April 11, 2018 Reading Time: 3 minutes
Because vehicles can only cross into Manhattan over bridges and through tunnels, New York’s congestion could theoretically be controlled with appropriately priced tolls. (Pixabay)

Traffic is a fundamental factor that local policymakers must invariably grapple with. Street congestion costs people time and money. For both drivers and bus-riders, traffic-caused lateness can cost people jobs. People who take the better-safe-than-sorry route to avoid unpredictable transportation schedules often arrive annoyingly early and end up working for free or wasting time by idling in their cars or on park benches.

In New York City, how best to manage Manhattan’s rampant congestion has been debated in both the city and state governments for decades. In the latest iteration of this ongoing dispute, the state government shot down a proposal to charge tolls to enter the borough’s central business district. In choosing to put off implementing this or other solutions, the state has decided that addressing the city’s congestion isn’t worth challenging those vested in the transportation status quo.

New York is a somewhat unique among cities in that its central business district is located on an island. Cities like London, where the central business district lacks natural boundaries, must rely on in-road sensors to charge drivers. Yet because vehicles can only cross into Manhattan over bridges and through tunnels, the city’s congestion could theoretically be controlled with appropriately priced tolls. This solution would require less infrastructure building and investment than embedding sensors at every access point into a landlocked city.

In fact, bridge and tunnel tolls have been the primary method of controlling Manhattan congestion in the past, but they have proved insufficient for a variety of reasons. The tolls today are not structured to minimize congestion. Instead, investments in the city’s bridge and tunnel infrastructure have been bundled with those of regional airports, and cross-subsidies from bridge and tunnel operations are used to fund money-losing operations elsewhere in the agency budget.

Writing for the Manhattan Institute, transportation scholar Robert Poole explains that these cross-subsidies dilute incentives to appropriately manage all infrastructure in the Port Authority’s portfolio—including bridge and tunnel infrastructure.

The failed proposal in New York was far from ideal policy. Congestion fees work best when they apply to all drivers, since the goal is to force them to internalize the traffic externality they help cause. Exempting certain vehicles from payment divorces the fees from the goal of managing congestion, thereby reducing tolls to arbitrary charges that may not significantly reduce traffic.

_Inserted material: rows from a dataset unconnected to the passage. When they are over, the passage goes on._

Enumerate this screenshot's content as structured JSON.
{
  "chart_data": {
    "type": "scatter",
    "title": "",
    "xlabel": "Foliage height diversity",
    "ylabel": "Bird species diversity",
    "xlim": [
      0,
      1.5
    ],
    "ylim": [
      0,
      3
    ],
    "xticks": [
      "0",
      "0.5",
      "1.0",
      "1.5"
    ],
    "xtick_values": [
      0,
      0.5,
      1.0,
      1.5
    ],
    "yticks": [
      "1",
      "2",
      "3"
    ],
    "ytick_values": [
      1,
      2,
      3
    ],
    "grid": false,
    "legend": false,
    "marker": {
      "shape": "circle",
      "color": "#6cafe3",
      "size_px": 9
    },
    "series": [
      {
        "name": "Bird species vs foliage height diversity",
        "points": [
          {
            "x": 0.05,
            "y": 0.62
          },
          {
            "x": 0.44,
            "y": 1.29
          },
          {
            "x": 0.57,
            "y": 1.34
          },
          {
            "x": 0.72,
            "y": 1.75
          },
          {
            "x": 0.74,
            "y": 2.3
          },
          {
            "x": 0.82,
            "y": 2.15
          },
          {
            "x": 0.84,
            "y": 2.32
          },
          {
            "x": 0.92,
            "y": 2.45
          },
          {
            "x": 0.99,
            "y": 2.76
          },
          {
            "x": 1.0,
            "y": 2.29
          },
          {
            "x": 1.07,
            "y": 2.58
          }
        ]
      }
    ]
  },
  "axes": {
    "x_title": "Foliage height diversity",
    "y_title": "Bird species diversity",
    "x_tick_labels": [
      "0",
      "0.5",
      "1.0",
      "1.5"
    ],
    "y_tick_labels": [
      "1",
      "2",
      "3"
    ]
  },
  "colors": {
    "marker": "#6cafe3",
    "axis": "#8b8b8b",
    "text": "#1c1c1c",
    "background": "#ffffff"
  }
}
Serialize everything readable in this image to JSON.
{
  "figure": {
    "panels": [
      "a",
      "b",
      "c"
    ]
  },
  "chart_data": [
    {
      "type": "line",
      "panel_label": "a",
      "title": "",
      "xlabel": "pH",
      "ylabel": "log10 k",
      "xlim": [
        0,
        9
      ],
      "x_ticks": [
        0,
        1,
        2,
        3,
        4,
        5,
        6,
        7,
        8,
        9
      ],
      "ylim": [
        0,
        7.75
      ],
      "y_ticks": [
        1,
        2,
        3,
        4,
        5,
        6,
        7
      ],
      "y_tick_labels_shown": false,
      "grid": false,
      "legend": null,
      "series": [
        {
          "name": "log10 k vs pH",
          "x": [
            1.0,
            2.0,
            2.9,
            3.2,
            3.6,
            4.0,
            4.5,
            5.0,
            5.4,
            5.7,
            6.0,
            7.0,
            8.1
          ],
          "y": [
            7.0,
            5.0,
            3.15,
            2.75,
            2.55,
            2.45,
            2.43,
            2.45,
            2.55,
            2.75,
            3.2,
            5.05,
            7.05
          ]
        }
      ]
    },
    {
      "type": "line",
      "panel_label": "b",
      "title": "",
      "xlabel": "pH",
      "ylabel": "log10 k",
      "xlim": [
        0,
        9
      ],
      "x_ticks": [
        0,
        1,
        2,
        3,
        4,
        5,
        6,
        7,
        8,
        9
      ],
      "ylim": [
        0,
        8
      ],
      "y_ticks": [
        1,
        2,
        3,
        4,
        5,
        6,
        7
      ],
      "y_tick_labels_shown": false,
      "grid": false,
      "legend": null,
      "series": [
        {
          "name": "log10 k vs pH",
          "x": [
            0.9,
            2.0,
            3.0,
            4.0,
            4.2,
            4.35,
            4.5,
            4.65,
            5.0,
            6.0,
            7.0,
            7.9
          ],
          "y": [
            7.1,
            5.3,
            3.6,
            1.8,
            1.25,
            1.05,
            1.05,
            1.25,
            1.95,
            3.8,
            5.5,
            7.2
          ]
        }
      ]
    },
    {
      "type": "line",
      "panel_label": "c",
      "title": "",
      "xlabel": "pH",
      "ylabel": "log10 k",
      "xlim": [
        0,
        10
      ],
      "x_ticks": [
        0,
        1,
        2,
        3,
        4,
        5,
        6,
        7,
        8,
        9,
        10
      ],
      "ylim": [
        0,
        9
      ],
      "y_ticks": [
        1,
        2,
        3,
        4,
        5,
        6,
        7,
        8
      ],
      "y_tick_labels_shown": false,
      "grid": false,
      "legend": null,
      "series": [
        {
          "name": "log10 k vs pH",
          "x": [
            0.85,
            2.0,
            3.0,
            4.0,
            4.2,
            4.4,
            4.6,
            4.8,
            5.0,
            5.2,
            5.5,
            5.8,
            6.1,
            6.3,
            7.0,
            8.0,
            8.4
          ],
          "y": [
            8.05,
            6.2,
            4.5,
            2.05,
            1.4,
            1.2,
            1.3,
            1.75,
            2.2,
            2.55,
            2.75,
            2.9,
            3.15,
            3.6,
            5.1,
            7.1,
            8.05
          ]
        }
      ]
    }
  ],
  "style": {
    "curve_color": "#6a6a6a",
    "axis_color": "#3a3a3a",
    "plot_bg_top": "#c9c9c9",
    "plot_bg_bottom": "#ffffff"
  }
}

The voted-down congestion bill would have exempted personal vehicles from paying congestion fees. In doing so, it would have placed the burden of taking fewer trips into the central business district on taxis and transportation network companies like Uber and Lyft. With personal vehicles exempted, much of the value of any congestion charge is lost.

A better congestion charge would have minimal exemptions. This is the trend in major cities around the world. London’s congestion charge reduced the number of miles driven by 11 percent after 10 years. Milan’s fee, initially billed as a way to reduce not traffic but air pollution, similarly reduced traffic.

Stockholm is one of the cities that most resembles New York geographically. Its central business district is on an island, accessible by bridges and tunnels. Swedish policymakers implemented congestion-tolling on these access points in 2006. While unpopular in the suburbs, the measure garnered the support of a majority of central Stockholm residents in a referendum.

Similar to what other cities experienced, traffic decreased with the congestion charge. With the charge in place, some individuals moved to public transit, while others rerouted their trips around the city, “disappearing” from congestion statistics. To keep traffic flowing, Swedish officials also removed exemptions for some vehicle classes like alternative-fuel cars.

Addressing New York congestion could make getting into and around Manhattan far more reliable. Congestion fees have proved to worked in major cities, with real-world data to demonstrate it. The success of Stockholm’s congestion charge should ease New York policymakers’ concerns, but these officials face far stronger special interests and have less power than their Swedish counterparts, who also had the backing of federal officials.

Controlling congestion works by making individuals pay for the crowding they cause. Given the potential benefits, policymakers who decide congestion-reduction has value must find the strength to bear the burden of the inevitable backlash.